1 - THE VIEW : Create a UITableViewCell subclass (ex: MyMenuItemCell), with the properties you need
a UIImageView for the picture
a UILabel for the price (with some CALayer cornerRadius, backgroundColor, and borderColor tweaking)
another UILabel for the title describing the product
another UILabel for the description
a UIButton to get userAction, but handle that in another class, as this cell is the VIEW, and should hold no control logic, this is the CONTROLLER's part.
2 - THE CONTROLLER
You UIViewController should implement <UITableViewDatasource, UITableViewDelegate>. (or it can directly be a UITableViewController subclass, which provides some generic benefits, like moving the tableView when a keyboard is displayed. If you choose this 2nd option, and create the viewController programmatically, be sure to use the initWithStyle: method)
3 - BIND VIEW with CONTROLLER
However you choose to enable 'quantity pick' :
with some UIStepper (+ and - buttons) linked to a UILabel
or
in some dedicated UIPickerView displayed in a UIViewController embedded in a UIPopoverController
(or any other design you see fit)
you should write the code that triggers this action handling IN your controller, when UITableViewCell are instantiated / reused, in UITableViewDatasource method providing cells instances :
-(UITableViewCell *)tableView:(UITableView *)tableView cellForRowAtIndexPath:(NSIndexPath *)indexPath
I have an app that uses a custom UITableViewCell to display detail information after a user clicks on a given row in a table. I can't seem to figure out why the "Reply" button located in the cell is inactive and appears behind the table itself. I can't click on it, select it, or do anything. I used Interface Builder to add the button rather than programmatically add it.
I've tried changing a number of things including the cell's class and File's Owner, but can't seem to get the button to be active and working. I think the button is linked up properly with a connection to a method in the code.
Here's a minimal, complete example of the code:
https://www.dropbox.com/s/atcof58ciqbaojr/CustomCell.zip
Apparently I needed to tell the table view how high the cell was. This is what fixed it:
- (CGFloat)tableView:(UITableView *)tableView heightForRowAtIndexPath:(NSIndexPath *)indexPath;
{
return 157.0;
}
My iOS app is current transferring control to a detail view when an item in a UITableView is selected. This ia a quiz program, and I'd like to change the app so that it just redisplays the same table view with the correct answer highlighted when a row is selected. What's a good approach for doing this?
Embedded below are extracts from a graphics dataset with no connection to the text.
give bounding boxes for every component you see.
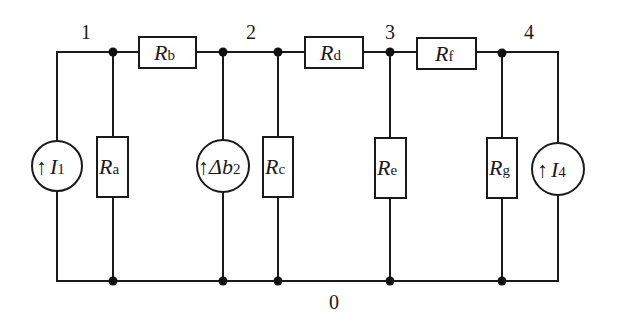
re-main: R	[376, 155, 391, 180]
db2-main: Δb	[208, 154, 233, 179]
resistor-rf: Rf	[417, 38, 476, 69]
resistor-ra: Ra	[97, 137, 128, 197]
node-label-0: 0	[329, 291, 339, 313]
circuit-diagram: Rb Rd Rf Ra Rc Re Rg ↑I1 ↑Δb2	[0, 0, 619, 328]
rg-main: R	[488, 155, 503, 180]
node-label-4: 4	[524, 21, 534, 43]
rb-sub: b	[167, 47, 175, 63]
arrow-up-icon: ↑	[198, 154, 209, 179]
rc-main: R	[264, 154, 279, 179]
source-delta-b2: ↑Δb2	[197, 140, 249, 192]
node-label-1: 1	[81, 21, 91, 43]
ra-main: R	[98, 154, 113, 179]
resistor-rb: Rb	[139, 37, 196, 68]
junction-dots	[109, 48, 507, 286]
re-sub: e	[390, 162, 397, 178]
db2-sub: 2	[233, 161, 241, 177]
rd-sub: d	[333, 47, 341, 63]
i4-sub: 4	[558, 164, 566, 180]
rg-sub: g	[502, 162, 510, 178]
i1-sub: 1	[57, 161, 65, 177]
arrow-up-icon: ↑	[36, 154, 47, 179]
resistor-rd: Rd	[305, 37, 363, 68]
node-label-3: 3	[385, 21, 395, 43]
rc-sub: c	[278, 161, 285, 177]
current-source-i4: ↑I4	[532, 143, 584, 195]
rf-sub: f	[448, 48, 453, 64]
ground-wire	[57, 191, 558, 281]
current-source-i1: ↑I1	[32, 141, 82, 191]
resistor-re: Re	[375, 138, 406, 198]
resistor-rc: Rc	[263, 137, 293, 197]
node-label-2: 2	[246, 21, 256, 43]
rf-main: R	[434, 41, 449, 66]
resistor-rg: Rg	[487, 138, 517, 198]
arrow-up-icon: ↑	[537, 157, 548, 182]
branch-wires	[113, 52, 502, 281]
rd-main: R	[319, 40, 334, 65]
ra-sub: a	[112, 161, 119, 177]
rb-main: R	[153, 40, 168, 65]
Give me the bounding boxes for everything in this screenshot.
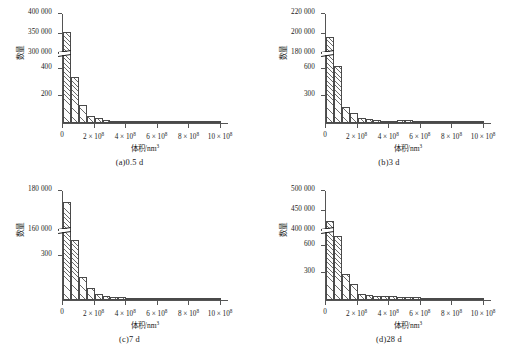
y-tick-c-low-0: 300 [58, 255, 62, 256]
y-tick-b-up-1: 200 000 [321, 33, 325, 34]
histogram-bar [437, 121, 445, 123]
histogram-bar [358, 294, 366, 300]
x-tick-d-0: 0 [325, 301, 326, 305]
x-tick-label-c-2: 4 × 108 [115, 309, 136, 319]
histogram-bar [405, 120, 413, 123]
x-tick-label-c-5: 10 × 108 [208, 309, 233, 319]
histogram-bar [389, 296, 397, 300]
histogram-bar [358, 118, 366, 123]
x-tick-label-b-1: 2 × 108 [346, 132, 367, 142]
histogram-bar [134, 298, 142, 300]
histogram-bar [452, 298, 460, 300]
y-tick-label-c-low-0: 300 [41, 251, 52, 258]
histogram-bar [389, 121, 397, 123]
histogram-bar [205, 121, 213, 123]
x-tick-label-b-3: 6 × 108 [409, 132, 430, 142]
x-tick-b-2: 4 × 108 [388, 124, 389, 128]
y-axis-break-a [58, 50, 71, 57]
histogram-bar [150, 298, 158, 300]
x-tick-a-4: 8 × 108 [188, 124, 189, 128]
x-tick-label-c-1: 2 × 108 [83, 309, 104, 319]
y-tick-d-up-1: 450 000 [321, 210, 325, 211]
histogram-bar [452, 121, 460, 123]
x-tick-a-1: 2 × 108 [94, 124, 95, 128]
x-tick-c-3: 6 × 108 [157, 301, 158, 305]
histogram-bar [437, 298, 445, 300]
x-tick-c-4: 8 × 108 [188, 301, 189, 305]
y-tick-label-d-low-0: 300 [304, 269, 315, 276]
x-tick-label-b-5: 10 × 108 [471, 132, 496, 142]
x-tick-a-3: 6 × 108 [157, 124, 158, 128]
x-tick-label-d-4: 8 × 108 [441, 309, 462, 319]
y-tick-b-up-2: 220 000 [321, 13, 325, 14]
histogram-bar [405, 297, 413, 300]
y-tick-label-d-up-0: 400 000 [291, 226, 315, 233]
x-axis-line-a [62, 123, 228, 124]
histogram-bar [381, 121, 389, 123]
histogram-bar [150, 121, 158, 123]
x-axis-line-b [325, 123, 491, 124]
histogram-bar [166, 121, 174, 123]
x-tick-d-1: 2 × 108 [357, 301, 358, 305]
histogram-bar [213, 298, 221, 300]
histogram-bar [189, 121, 197, 123]
x-tick-label-a-1: 2 × 108 [83, 132, 104, 142]
bars-c [63, 191, 228, 300]
histogram-bar [182, 121, 190, 123]
histogram-bar [197, 121, 205, 123]
bars-d [326, 191, 491, 300]
histogram-bar [71, 240, 79, 300]
histogram-bar [126, 298, 134, 300]
histogram-bar [189, 298, 197, 300]
histogram-bar [350, 284, 358, 300]
histogram-bar [197, 298, 205, 300]
histogram-bar [79, 277, 87, 300]
x-tick-label-a-4: 8 × 108 [178, 132, 199, 142]
x-tick-label-a-2: 4 × 108 [115, 132, 136, 142]
y-tick-label-a-up-2: 400 000 [28, 9, 52, 16]
histogram-bar [445, 298, 453, 300]
bars-b [326, 14, 491, 123]
y-tick-label-b-low-0: 300 [304, 92, 315, 99]
y-tick-label-d-up-2: 500 000 [291, 186, 315, 193]
panel-caption-b: (b)3 d [259, 158, 519, 167]
x-tick-a-2: 4 × 108 [125, 124, 126, 128]
histogram-bar [158, 298, 166, 300]
x-tick-b-1: 2 × 108 [357, 124, 358, 128]
x-tick-b-5: 10 × 108 [483, 124, 484, 128]
y-tick-label-b-low-1: 600 [304, 64, 315, 71]
chart-panel-b: 数量 300600180 000200 000220 000 02 × 1084… [259, 0, 519, 177]
chart-panel-d: 数量 300600400 000450 000500 000 02 × 1084… [259, 177, 519, 355]
histogram-bar [460, 298, 468, 300]
x-tick-b-3: 6 × 108 [420, 124, 421, 128]
histogram-bar [366, 119, 374, 123]
x-axis-line-c [62, 300, 228, 301]
y-tick-label-c-up-1: 180 000 [28, 186, 52, 193]
histogram-bar [429, 121, 437, 123]
y-tick-d-up-2: 500 000 [321, 190, 325, 191]
x-tick-b-0: 0 [325, 124, 326, 128]
histogram-bar [205, 298, 213, 300]
histogram-bar [103, 120, 111, 123]
x-tick-c-1: 2 × 108 [94, 301, 95, 305]
histogram-bar [110, 121, 118, 123]
panel-caption-d: (d)28 d [259, 335, 519, 344]
histogram-bar [373, 120, 381, 123]
x-tick-d-3: 6 × 108 [420, 301, 421, 305]
y-tick-d-low-1: 600 [321, 245, 325, 246]
bars-a [63, 14, 228, 123]
y-tick-label-a-up-0: 300 000 [28, 49, 52, 56]
y-axis-title-c: 数量 [14, 223, 25, 237]
x-axis-title-b: 体积/nm3 [325, 142, 491, 153]
x-tick-a-0: 0 [62, 124, 63, 128]
y-axis-break-c [58, 227, 71, 234]
histogram-bar [429, 298, 437, 300]
histogram-bar [142, 121, 150, 123]
x-tick-c-2: 4 × 108 [125, 301, 126, 305]
plot-area-c: 300160 000180 000 02 × 1084 × 1086 × 108… [62, 191, 228, 301]
x-tick-b-4: 8 × 108 [451, 124, 452, 128]
histogram-bar [166, 298, 174, 300]
histogram-bar [103, 296, 111, 300]
y-tick-label-b-up-2: 220 000 [291, 9, 315, 16]
plot-area-a: 200400300 000350 000400 000 02 × 1084 × … [62, 14, 228, 124]
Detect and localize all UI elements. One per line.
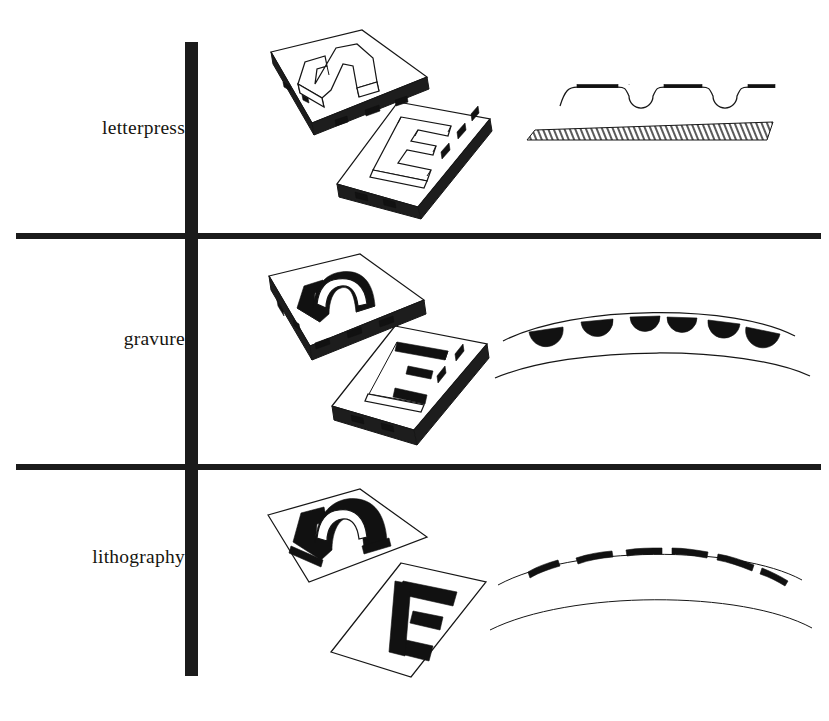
row-label-gravure: gravure: [0, 328, 185, 350]
row-label-text: lithography: [17, 546, 185, 568]
paper-curve-lower: [490, 600, 812, 630]
row-label-text: letterpress: [17, 117, 185, 139]
hatched-type-block: [527, 122, 773, 140]
plate-lower-e: [332, 326, 489, 445]
vertical-divider-rule: [185, 42, 198, 676]
horizontal-divider-rule-2: [16, 464, 821, 470]
plate-lower-e: [337, 102, 492, 219]
paper-curve-lower: [495, 353, 810, 378]
lithography-cross-section: [490, 535, 825, 655]
sheet-lower-e: [331, 563, 486, 677]
row-label-lithography: lithography: [0, 546, 185, 568]
row-label-text: gravure: [17, 328, 185, 350]
row-label-letterpress: letterpress: [0, 117, 185, 139]
printing-process-figure: letterpress gravure lithography: [0, 0, 829, 721]
relief-plates-illustration: [205, 22, 505, 237]
ink-dashes: [528, 548, 788, 586]
intaglio-plates-illustration: [205, 248, 505, 458]
planographic-plates-illustration: [205, 480, 510, 700]
gravure-cross-section: [495, 298, 825, 408]
paper-profile: [560, 87, 775, 108]
letterpress-cross-section: [505, 78, 825, 156]
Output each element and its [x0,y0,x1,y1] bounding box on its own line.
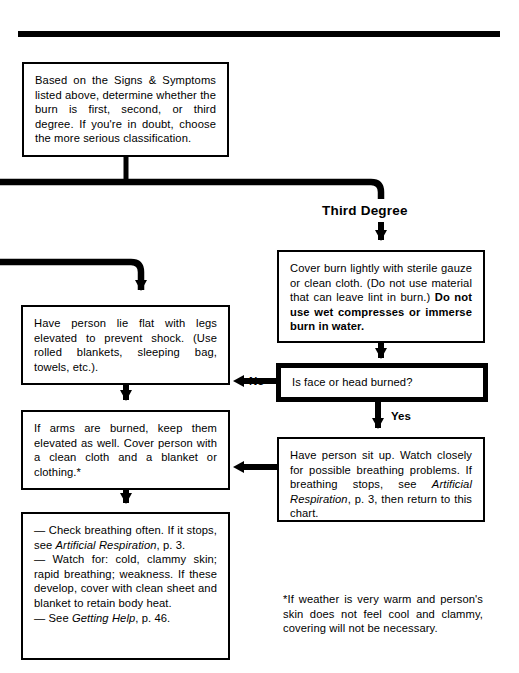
wire-secondary-bus [0,262,141,290]
node-arms-burned-elevate[interactable]: If arms are burned, keep them elevated a… [21,410,230,490]
top-rule-bar [18,31,500,37]
node-monitor-item-3-plain-1: — See [34,612,72,624]
flowchart-canvas: Based on the Signs & Symptoms listed abo… [0,0,519,673]
node-lie-flat-legs-elevated[interactable]: Have person lie flat with legs elevated … [21,305,230,385]
node-monitor-item-2: — Watch for: cold, clammy skin; rapid br… [34,552,217,610]
node-cover-burn-text: Cover burn lightly with sterile gauze or… [290,261,472,334]
node-monitor-item-3-reference: Getting Help [72,612,135,624]
node-sit-up-watch-breathing[interactable]: Have person sit up. Watch closely for po… [277,437,485,522]
node-monitor-item-1: — Check breathing often. If it stops, se… [34,523,217,552]
node-sit-up-text: Have person sit up. Watch closely for po… [290,448,472,521]
node-monitor-item-1-plain-2: , p. 3. [157,539,186,551]
node-assess-burn-degree[interactable]: Based on the Signs & Symptoms listed abo… [22,62,229,157]
node-monitor-breathing-and-shock[interactable]: — Check breathing often. If it stops, se… [21,512,230,660]
node-arms-burned-text: If arms are burned, keep them elevated a… [23,412,228,486]
edge-label-yes: Yes [391,410,411,422]
wire-main-bus [0,182,381,199]
footnote-weather-warm: *If weather is very warm and person's sk… [283,592,483,636]
node-monitor-item-1-reference: Artificial Respiration [56,539,157,551]
node-question-text: Is face or head burned? [281,372,423,393]
node-monitor-item-3: — See Getting Help, p. 46. [34,611,217,626]
node-lie-flat-text: Have person lie flat with legs elevated … [23,307,228,381]
node-assess-burn-degree-text: Based on the Signs & Symptoms listed abo… [24,64,227,153]
branch-label-third-degree: Third Degree [322,203,408,218]
node-question-face-or-head-burned[interactable]: Is face or head burned? [276,363,488,402]
node-cover-burn[interactable]: Cover burn lightly with sterile gauze or… [277,250,485,343]
node-monitor-item-3-plain-2: , p. 46. [135,612,170,624]
edge-label-no: No [249,375,264,387]
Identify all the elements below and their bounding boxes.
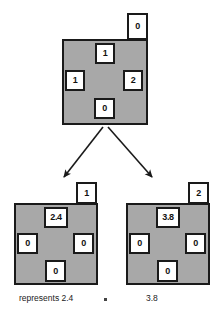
right-result-caption: 3.8 [146,293,158,303]
left-result-bottom-cell: 0 [45,260,66,282]
right-result-tab-cell: 2 [188,182,209,204]
right-result-top-cell: 3.8 [156,207,180,228]
source-tab-cell: 0 [127,13,148,40]
source-bottom-cell: 0 [94,98,115,119]
source-top-cell: 1 [95,43,115,64]
left-result-left-cell: 0 [17,233,38,254]
caption-separator-dot [104,298,107,301]
right-result-right-cell: 0 [185,233,206,254]
source-left-cell: 1 [65,70,85,91]
right-result-left-cell: 0 [129,233,150,254]
arrow-to-right-result [108,127,152,177]
right-result-bottom-cell: 0 [157,260,178,282]
left-result-caption: represents 2.4 [19,293,73,303]
left-result-tab-cell: 1 [76,182,97,204]
arrow-to-left-result [64,127,103,177]
left-result-right-cell: 0 [73,233,94,254]
source-right-cell: 2 [123,70,143,91]
diagram-canvas: 0 1 1 2 0 1 2.4 0 0 0 2 3.8 0 0 0 repres… [0,0,220,314]
left-result-top-cell: 2.4 [44,207,68,228]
Is not clear to me if you know why the detail view is appearing. So I'll explain just in case. If you are giving control to a detail view is because somewhere in your code you are pushing that detail view. It depends on what kind of UITableViewCell you are using. If you are using one of the defaults styles, your detail view is probably been pushed in either:
- (void)tableView:(UITableView *)tableView didSelectRowAtIndexPath:(NSIndexPath *)indexPath
or
- (void)tableView:(UITableView *)tableView accessoryButtonTappedForRowWithIndexPath:(NSIndexPath *)indexPath
If you are using a custom cell, then you need to look for the method in charge of pushing
that detail view.
I think a good approach would be to:
Remove that pushing wherever it is.
Not to use an `UITableViewCellAccessoryType, if you are using one.
Do something similar to the following on your tableView:didSelectRowAtIndexPath:
Find the row for the right answer in your model array, according to tapped cell.
Use that row number to generate an NSIndexPath.
Use that NSIndexPath to find the correct cell with cellForRowAtIndexPath:
Call setSelected:animated: on that cell to highlight it.
NOTE: If your quiz has more answers than the amount of UITableViewCells that fit in the screen you should scroll your UITableView to the right answer for better UX.